Focusing on Turkey as a critical case of Europeanization beyond EU borders during the accession process, the paper examines law-making procedures and patterns from the launch of accession negotiations to their effective suspension (1999–2016). The analysis draws on parliamentary minutes addressing procedural change and legislative deliberation, European Commission Progress Reports, and Constitutional Court decisions, complemented by an original quantitative dataset covering all legislation adopted between 1991 and 2016, including information on the number of laws, their length, and the procedures under which they were enacted. This empirical material allows the study to identify systematic procedural adaptations during periods of intensive harmonization.
The findings reveal that the accession process created an opportunity structure in which domestic political actors were able to justify departures from ordinary legislative routines by framing harmonization as a technical necessity requiring speed and efficiency. While early EU Progress Reports frequently praised Turkey’s “impressive legislative performance,” this emphasis on legislative output obscured a more profound institutional transformation in the law-making process. Interpreted through the de-parliamentarization thesis, this dynamic reflects a path-dependent shift in which procedural shortcuts adopted under the logic of efficiency facilitated a growing concentration of agenda-setting power within the executive, without necessarily altering the formal content of harmonized legislation.

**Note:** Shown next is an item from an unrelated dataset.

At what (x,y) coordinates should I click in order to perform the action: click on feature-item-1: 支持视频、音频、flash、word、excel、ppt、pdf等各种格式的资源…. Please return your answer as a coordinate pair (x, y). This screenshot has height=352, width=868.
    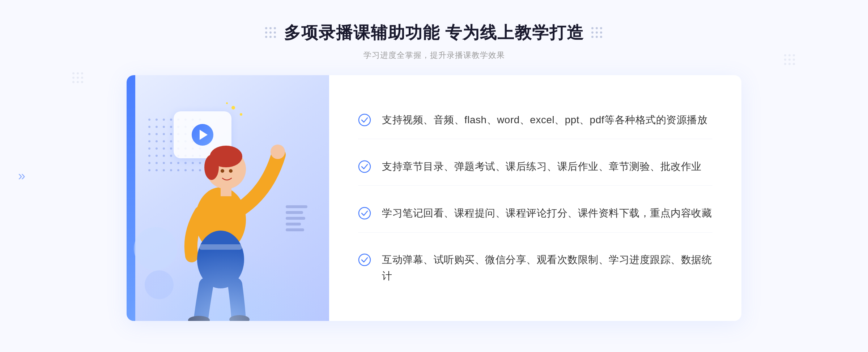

Crucially, the paper shows that once institutionalized, these exceptional procedures were not confined to EU-related reforms but were increasingly instrumentalized by domestic actors to advance political agendas beyond the scope of accession. The impact of EU integration thus operated not merely as external pressure, but through its interaction with domestic incentives, enabling the strategic use of procedural flexibility under the rhetoric of integration-related urgency.
By situating Turkey’s experience within a broader comparative perspective, the paper highlights parallels with the Central and Eastern European countries whose accession negotiations coincided with Turkey’s, as well as potential implications for current candidate states in the Western Balkans and the Eastern Partnership. Overall, the paper contributes to debates on Europeanization by demonstrating that law-making procedures constitute a contested space in which external integration processes and domestic political strategies interact, producing institutional consequences that shape the democratic quality of the law-making process.